Magnetic Pressure-Density Correlation in Compressible MHD Turbulence
Abstract
We discuss magnetic pressure and density fluctuations in strongly turbulent isothermal MHD flows in "1+2/3" dimensions. We first consider "simple" nonlinear MHD waves, which allow us show that the slow and fast modes have different asymptotic dependences of the magnetic pressure B2 vs. rho. For the slow mode, B2 ~= c1-c2 rho, while for the fast mode, B2 ~= rho2. We also perform a perturbative analysis to investigate Alfven wave pressure, recovering previous results that B2 ~= rhogammae, with gammae ~= 2, 3/2 and 1/2 at respectively large, moderate and low Ma. This variety of scalings implies that a single polytropic description of magnetic pressure is not possible in general, since the relation between B2 and rho depends on which mode dominates the density fluctuation production, which in turn depends on the angle between the magnetic field and the direction of wave propagation, and on the Alfvenic Mach number Ma. Typically, at small Ma, the slow mode dominates, and B is ANTIcorrelated with rho. At large Ma, both modes contribute to density fluctuation production, and the magnetic pressure decorrelates from density, exhibiting a large scatter, which however decreases towards higher densities. In this case, the unsystematic behavior of the magnetic pressure causes the density PDF to generally maintain the lognormal shape corresponding to non-magnetic isothermal turbulence, except when the slow mode dominates, in which case the PDF develops an excess at low densities. Our results are consistent with the low values and apparent lack of correlation between the magnetic field strength and density in surveys of the lower-density molecular gas, and also with the recorrelation apparently seen at higher densities, if Ma is relatively large there.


Work order: Below are some entries; state how many of their lines include the word "stage" and give no more than that number.
/---
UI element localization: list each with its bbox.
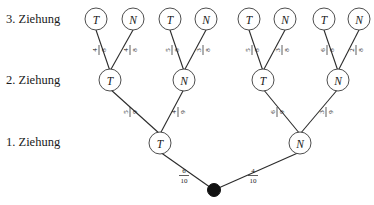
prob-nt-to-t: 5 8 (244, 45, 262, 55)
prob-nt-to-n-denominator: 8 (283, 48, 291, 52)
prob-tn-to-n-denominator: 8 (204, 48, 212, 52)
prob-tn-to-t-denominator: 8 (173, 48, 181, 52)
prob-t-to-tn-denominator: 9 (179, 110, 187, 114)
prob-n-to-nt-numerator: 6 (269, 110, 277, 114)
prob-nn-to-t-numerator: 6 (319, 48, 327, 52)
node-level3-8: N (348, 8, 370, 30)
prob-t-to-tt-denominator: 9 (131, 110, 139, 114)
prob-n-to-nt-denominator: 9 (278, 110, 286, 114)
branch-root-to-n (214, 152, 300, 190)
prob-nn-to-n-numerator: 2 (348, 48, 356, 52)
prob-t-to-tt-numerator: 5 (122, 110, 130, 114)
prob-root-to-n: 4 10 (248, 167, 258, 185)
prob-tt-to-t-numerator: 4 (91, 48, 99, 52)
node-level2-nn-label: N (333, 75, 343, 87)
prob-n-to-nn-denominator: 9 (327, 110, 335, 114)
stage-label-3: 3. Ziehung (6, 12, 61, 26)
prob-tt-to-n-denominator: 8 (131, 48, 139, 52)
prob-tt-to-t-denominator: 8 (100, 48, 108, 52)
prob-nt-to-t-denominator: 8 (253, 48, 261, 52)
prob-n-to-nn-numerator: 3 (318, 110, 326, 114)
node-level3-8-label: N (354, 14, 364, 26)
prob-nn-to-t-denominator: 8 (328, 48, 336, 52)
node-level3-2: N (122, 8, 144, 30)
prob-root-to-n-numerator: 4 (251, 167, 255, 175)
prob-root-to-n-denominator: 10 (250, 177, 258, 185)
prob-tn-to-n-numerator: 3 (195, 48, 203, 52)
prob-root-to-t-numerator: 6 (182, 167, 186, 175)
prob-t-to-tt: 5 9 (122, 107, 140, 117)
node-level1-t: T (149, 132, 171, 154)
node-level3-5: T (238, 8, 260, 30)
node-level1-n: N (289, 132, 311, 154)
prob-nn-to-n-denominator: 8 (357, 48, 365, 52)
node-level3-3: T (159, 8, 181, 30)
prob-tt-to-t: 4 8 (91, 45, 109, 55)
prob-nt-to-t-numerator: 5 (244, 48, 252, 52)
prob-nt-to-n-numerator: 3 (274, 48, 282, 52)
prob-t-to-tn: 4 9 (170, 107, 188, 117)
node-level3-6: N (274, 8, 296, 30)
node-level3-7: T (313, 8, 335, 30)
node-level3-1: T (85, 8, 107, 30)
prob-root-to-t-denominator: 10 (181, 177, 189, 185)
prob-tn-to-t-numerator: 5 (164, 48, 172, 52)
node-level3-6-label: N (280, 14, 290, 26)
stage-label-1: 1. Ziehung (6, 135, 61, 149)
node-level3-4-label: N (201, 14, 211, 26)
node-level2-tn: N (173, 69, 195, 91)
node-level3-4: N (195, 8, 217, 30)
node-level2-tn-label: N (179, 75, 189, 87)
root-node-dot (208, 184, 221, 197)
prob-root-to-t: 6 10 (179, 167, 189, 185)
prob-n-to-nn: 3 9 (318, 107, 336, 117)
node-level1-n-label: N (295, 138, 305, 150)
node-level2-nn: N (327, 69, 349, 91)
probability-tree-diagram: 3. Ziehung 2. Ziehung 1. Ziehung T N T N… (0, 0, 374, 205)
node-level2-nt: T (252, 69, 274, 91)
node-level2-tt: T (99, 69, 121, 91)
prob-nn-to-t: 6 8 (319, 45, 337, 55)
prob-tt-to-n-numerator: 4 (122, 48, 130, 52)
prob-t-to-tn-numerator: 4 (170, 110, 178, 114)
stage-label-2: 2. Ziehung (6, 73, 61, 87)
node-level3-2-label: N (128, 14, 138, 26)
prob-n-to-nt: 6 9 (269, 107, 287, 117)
\---
Answer to this problem: 3